Now let's reverse positions.  This is the view east from the base of the Acropolis towards the Lycabettus hill. The post-World War II city fills the entire valley now.
This is the view from the Acropolis in 1900. The royal palace (now parliament building) is in the distance, and the city spreads out in the foreground. I scanned this from the left side of a stereo card. The only printed information stated, "Webster & Albee, Rochester, NY."
Walking in the warren of lanes in Ano Pláka, you almost think you are in a village (if you ignore the din of the traffic in the distance).  On a sunny day, the area has an island look.
Most of the houses have been restored since the 1960s, when this was a hippy haven and pretty grungy.
Cats love it up here, especially on a warm sunny day.
There is a lot more graffiti now, worse then I ever remember it. This is one consequence of the Greek economic crisis.

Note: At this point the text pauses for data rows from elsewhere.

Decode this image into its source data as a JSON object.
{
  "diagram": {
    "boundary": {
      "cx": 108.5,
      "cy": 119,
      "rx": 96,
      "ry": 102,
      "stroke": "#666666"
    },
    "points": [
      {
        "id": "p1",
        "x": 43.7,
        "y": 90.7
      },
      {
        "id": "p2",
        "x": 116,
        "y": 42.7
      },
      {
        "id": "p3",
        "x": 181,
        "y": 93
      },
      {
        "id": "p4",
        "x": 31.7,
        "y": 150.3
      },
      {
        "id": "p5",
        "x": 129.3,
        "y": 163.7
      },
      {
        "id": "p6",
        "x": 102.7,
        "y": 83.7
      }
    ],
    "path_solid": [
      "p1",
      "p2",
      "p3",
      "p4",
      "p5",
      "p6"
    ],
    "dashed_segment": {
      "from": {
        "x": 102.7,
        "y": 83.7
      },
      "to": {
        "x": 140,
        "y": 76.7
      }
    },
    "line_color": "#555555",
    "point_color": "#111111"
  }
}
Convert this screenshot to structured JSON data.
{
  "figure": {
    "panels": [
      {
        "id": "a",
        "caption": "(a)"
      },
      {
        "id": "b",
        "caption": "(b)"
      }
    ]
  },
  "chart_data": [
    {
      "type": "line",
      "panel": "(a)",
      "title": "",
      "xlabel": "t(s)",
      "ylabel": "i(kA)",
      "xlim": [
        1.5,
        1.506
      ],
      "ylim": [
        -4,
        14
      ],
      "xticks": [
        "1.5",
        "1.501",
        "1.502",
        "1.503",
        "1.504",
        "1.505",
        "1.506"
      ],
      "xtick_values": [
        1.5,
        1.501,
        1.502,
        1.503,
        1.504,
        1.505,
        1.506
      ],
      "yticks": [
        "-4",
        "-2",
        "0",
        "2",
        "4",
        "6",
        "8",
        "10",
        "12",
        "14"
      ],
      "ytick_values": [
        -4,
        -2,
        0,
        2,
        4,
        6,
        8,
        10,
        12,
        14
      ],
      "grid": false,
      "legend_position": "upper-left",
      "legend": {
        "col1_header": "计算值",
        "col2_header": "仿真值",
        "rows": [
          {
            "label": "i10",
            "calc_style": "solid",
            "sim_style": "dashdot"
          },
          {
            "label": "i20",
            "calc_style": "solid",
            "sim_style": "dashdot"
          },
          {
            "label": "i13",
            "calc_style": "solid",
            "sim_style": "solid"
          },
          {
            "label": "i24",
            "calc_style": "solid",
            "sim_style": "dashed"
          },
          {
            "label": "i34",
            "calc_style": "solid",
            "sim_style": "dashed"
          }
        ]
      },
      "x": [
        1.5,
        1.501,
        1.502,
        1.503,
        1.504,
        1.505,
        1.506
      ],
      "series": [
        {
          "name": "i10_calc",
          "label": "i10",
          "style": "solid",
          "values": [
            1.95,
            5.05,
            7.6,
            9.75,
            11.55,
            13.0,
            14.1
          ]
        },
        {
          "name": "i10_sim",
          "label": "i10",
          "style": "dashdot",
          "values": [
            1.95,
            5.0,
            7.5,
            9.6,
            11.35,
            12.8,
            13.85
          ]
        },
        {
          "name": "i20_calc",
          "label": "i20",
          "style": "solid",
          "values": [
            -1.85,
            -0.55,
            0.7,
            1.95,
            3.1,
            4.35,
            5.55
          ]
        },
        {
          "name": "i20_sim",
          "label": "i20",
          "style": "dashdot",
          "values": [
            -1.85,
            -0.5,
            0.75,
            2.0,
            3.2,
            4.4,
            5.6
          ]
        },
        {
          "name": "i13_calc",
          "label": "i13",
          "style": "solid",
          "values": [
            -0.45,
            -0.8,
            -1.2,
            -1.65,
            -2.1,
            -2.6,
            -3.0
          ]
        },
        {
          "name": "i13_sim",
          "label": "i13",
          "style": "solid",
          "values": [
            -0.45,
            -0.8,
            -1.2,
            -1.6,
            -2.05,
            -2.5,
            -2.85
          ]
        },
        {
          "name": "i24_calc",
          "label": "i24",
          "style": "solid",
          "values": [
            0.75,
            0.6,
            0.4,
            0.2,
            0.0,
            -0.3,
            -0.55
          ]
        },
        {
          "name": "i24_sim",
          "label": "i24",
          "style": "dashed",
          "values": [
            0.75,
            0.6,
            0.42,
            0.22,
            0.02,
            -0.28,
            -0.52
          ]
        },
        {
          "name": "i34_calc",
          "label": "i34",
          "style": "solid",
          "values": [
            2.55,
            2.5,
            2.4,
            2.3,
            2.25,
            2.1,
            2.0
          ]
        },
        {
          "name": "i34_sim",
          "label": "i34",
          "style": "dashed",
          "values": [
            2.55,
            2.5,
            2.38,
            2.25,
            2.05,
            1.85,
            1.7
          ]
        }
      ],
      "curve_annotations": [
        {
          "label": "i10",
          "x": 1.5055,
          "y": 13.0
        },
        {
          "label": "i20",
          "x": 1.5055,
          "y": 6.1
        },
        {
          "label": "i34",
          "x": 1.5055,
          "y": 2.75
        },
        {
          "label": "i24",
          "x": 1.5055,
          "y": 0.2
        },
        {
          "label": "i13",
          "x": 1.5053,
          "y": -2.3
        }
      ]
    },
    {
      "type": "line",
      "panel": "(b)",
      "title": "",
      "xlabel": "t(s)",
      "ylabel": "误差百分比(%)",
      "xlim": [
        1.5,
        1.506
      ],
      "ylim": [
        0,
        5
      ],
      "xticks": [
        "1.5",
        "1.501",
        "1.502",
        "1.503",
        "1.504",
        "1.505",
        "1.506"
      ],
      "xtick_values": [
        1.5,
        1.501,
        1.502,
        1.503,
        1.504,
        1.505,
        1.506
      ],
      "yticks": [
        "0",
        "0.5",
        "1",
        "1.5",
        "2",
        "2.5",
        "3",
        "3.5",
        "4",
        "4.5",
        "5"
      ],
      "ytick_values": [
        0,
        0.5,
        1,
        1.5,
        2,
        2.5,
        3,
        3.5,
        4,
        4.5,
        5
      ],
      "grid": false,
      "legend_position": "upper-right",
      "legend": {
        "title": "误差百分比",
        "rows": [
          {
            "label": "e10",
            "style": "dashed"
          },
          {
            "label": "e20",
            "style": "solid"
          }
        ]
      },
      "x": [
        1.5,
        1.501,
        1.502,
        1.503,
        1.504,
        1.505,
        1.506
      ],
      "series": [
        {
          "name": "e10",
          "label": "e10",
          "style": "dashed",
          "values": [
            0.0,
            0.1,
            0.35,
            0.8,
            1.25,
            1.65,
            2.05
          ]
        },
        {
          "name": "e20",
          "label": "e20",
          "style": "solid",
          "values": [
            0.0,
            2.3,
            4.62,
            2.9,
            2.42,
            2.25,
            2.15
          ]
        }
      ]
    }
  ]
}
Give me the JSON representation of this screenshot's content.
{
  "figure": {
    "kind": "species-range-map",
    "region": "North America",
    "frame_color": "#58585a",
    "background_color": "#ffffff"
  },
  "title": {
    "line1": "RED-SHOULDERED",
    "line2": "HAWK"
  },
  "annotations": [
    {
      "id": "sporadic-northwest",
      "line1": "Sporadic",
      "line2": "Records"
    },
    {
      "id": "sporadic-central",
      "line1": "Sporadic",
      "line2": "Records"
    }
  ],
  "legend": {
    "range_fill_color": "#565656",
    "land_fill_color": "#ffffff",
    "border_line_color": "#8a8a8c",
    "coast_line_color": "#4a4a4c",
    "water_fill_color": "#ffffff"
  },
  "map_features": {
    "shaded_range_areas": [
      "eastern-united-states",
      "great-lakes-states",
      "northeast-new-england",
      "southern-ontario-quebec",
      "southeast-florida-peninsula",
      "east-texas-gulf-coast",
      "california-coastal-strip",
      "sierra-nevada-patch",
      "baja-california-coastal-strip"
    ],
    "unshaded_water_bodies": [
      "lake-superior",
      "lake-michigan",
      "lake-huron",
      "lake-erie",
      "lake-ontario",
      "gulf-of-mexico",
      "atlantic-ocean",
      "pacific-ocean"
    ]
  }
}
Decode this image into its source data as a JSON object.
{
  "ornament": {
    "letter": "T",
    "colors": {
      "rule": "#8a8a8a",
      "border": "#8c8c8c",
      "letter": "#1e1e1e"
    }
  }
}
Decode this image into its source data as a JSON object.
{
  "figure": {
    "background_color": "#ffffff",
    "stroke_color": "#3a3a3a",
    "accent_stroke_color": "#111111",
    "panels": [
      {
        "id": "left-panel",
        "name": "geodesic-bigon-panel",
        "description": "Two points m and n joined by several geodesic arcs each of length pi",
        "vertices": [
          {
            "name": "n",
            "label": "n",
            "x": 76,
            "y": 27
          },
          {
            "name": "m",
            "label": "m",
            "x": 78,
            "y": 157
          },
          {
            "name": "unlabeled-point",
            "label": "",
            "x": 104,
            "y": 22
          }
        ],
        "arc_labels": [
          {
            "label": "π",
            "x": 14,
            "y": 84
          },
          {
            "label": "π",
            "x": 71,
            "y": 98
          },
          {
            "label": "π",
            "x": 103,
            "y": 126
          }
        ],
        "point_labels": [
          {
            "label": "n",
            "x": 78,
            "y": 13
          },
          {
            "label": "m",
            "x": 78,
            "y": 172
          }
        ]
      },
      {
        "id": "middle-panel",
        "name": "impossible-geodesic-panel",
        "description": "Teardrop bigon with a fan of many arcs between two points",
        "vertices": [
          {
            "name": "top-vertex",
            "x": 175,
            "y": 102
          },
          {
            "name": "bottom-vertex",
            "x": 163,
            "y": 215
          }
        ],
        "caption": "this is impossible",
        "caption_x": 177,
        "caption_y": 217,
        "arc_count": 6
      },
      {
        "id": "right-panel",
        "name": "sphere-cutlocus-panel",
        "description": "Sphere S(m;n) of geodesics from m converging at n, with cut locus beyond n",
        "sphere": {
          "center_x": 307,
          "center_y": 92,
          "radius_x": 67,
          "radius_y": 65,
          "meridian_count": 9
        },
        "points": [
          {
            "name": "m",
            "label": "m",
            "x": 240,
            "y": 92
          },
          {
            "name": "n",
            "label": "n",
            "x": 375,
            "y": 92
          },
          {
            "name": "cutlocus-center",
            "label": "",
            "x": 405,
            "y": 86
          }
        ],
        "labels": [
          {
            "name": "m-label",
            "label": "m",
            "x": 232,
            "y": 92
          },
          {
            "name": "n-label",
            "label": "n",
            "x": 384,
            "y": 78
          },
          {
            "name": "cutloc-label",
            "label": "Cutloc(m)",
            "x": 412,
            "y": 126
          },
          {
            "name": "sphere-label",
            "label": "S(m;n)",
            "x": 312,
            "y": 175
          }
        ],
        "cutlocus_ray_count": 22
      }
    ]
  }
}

There is also widespread disgust with the priesthood, but, to its credit, the church runs many soup kitchens and helps the hungry and poor.  (The priest above is carrying a bag of Euros).
There are still some dilapidated lots in Pláka, just waiting for a rich American to bring funds and start restoring. Ever hear the term, "money pit?"
As you descend into the Kato (lower) Pláka, you enter the popular tourist area, rife with restaurants and souvenir shops.
This is the Temple of the Winds, in which a water clock once measured the time. The Acropolis is in the distance.
Finally, the Athens flea market is worth a visit. In the 1950s, I remember this being filled with vendors of car parts, mufflers, old clothes, toys, used tools, and junk in general. It has been gentrified, and many of the stores sell pseudo-designer clothes, souvenirs, and miscellaneous modern junk. I did find a music store with a good collection of Maria Callas CDs.  We will explore the flea market in more detail later.

The equally colorful Central Market is only a 10-minute walk away towards Omonia Square.

Best wishes for a prosperous 2013 to all readers!